Binev refuses to step down as head of Parliament’s committee on culture and the media
Patriotic Front MP Slavi Binev, the subject of a barrage of complaints and protests about his election as head of the Bulgarian Parliament’s committee on culture and the media, told a news conference on December 2 that he had no intention of stepping down.
He added that he would resign as chairperson of the committee, a post he was handed as committee chairpersonships were handed out among various parties last week, if his PF coalition co-leader told him to or if Orhan Ismailov quit as deputy defence minister and Vesselin Penev quit as Sofia regional governor.
The PF has been demanding that Ismailov and Penev be withdrawn from their posts because they were appointed from the quota of the centre-right Reformist Bloc, from the bloc’s constituent party the People’s Party Freedom and Dignity. That party is essentially a breakaway from the Movement for Rights and Freedoms, a party led and supported in the main by Bulgarians of Turkish ethnicity and a particular bete noire for the PF.
The election of Binev to head the committee drew outrage among various media and prominent figures in Bulgaria’s world of art and culture. A public protest, organised on Facebook, is planned for December 3. The indignation arises from Binev’s business career, lack of background in the field of culture and his past conduct at a public protest at the public broadcaster.
“To those who say that I cannot sing, paint or weave rhymes, I will tell them, well, you are absolutely right, I have no such talents. But that makes me no different from anyone who should manage or administer a sector. My talents lie elsewhere, in the direction to give opportunities to those who can do so well,” Binev said.
He said that when people from the arts world had been turned into organisers, they had failed, and everyone had lost out.
Binev likened his function to that of the Medici, without whom Michelangelo would have been nothing more than a painter in Naples.
“A let me split in two, I will work for the freedom of the media,” Binev said, saying that he deplored that in freedom of speech indices, Bulgaria placed behind Nigeria, Sierra Leone and Albania.
“I have nothing to be ashamed of,” he said.
According to Binev, an argument in favour of him heading the committee on culture and the media was that it was precisely in this area that he had no conflict of interest, which would not have been the case had he been elected head of the committee on sport.
He said that he had been recommended for the post by PF co-leader Simeonov, and if Simeonov told him to resign, he would do so.
Earlier, there were reports that Binev’s recommendation had come from Tsvetan Tsvetanov, deputy leader of GERB, the majority partner in the coalition cabinet. These reports have been denied by GERB.
Both GERB and the Reformist Bloc have described the appointment of Binev as an uncomfortable compromise.
Binev told the news conference that his plans included that “what we need to do in the media is to free from them from all dependences, political and economic”.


#### [Assigned task]
Go through the data and report how many lines include the word "surface", giving only the number.

**** Source material ****

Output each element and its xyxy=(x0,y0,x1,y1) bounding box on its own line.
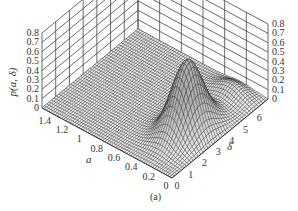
z-tick-right: 0 xyxy=(272,93,277,104)
z-tick-right: 0.3 xyxy=(272,65,285,76)
z-axis-right-ticks: 00.10.20.30.40.50.60.70.8 xyxy=(272,18,285,104)
z-tick-left: 0.2 xyxy=(27,83,40,94)
figure-caption: (a) xyxy=(150,191,161,203)
a-tick: 0.8 xyxy=(90,143,103,154)
a-axis-label: a xyxy=(86,153,92,165)
z-tick-left: 0.7 xyxy=(27,36,40,47)
delta-tick: 5 xyxy=(243,124,248,135)
a-tick: 1 xyxy=(77,133,82,144)
z-tick-left: 0.8 xyxy=(27,27,40,38)
z-tick-right: 0.4 xyxy=(272,56,285,67)
z-tick-right: 0.5 xyxy=(272,46,285,57)
z-tick-right: 0.7 xyxy=(272,27,285,38)
z-tick-left: 0.4 xyxy=(27,65,40,76)
z-tick-right: 0.6 xyxy=(272,37,285,48)
surface-mesh xyxy=(42,29,268,178)
z-tick-left: 0 xyxy=(34,102,39,113)
surface-plot-figure: 00.10.20.30.40.50.60.70.8 00.10.20.30.40… xyxy=(0,0,298,211)
delta-tick: 0 xyxy=(175,180,180,191)
delta-tick: 1 xyxy=(188,169,193,180)
delta-tick: 3 xyxy=(216,146,221,157)
a-tick: 0 xyxy=(164,180,169,191)
z-tick-right: 0.1 xyxy=(272,84,285,95)
delta-tick: 6 xyxy=(257,112,262,123)
a-tick: 0.4 xyxy=(125,161,138,172)
z-axis-label: p(a, δ) xyxy=(6,67,19,97)
z-tick-left: 0.1 xyxy=(27,93,40,104)
a-tick: 1.2 xyxy=(56,124,69,135)
z-axis-left-ticks: 00.10.20.30.40.50.60.70.8 xyxy=(27,27,40,113)
z-tick-right: 0.8 xyxy=(272,18,285,29)
surface-plot: 00.10.20.30.40.50.60.70.8 00.10.20.30.40… xyxy=(0,0,298,211)
a-tick: 1.4 xyxy=(38,115,51,126)
z-tick-left: 0.5 xyxy=(27,55,40,66)
delta-axis-label: δ xyxy=(227,140,233,152)
a-tick: 0.6 xyxy=(108,152,121,163)
z-tick-right: 0.2 xyxy=(272,74,285,85)
z-tick-left: 0.3 xyxy=(27,74,40,85)
z-tick-left: 0.6 xyxy=(27,46,40,57)
delta-tick: 2 xyxy=(202,157,207,168)
a-tick: 0.2 xyxy=(142,171,155,182)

****

#### [Task solution]
3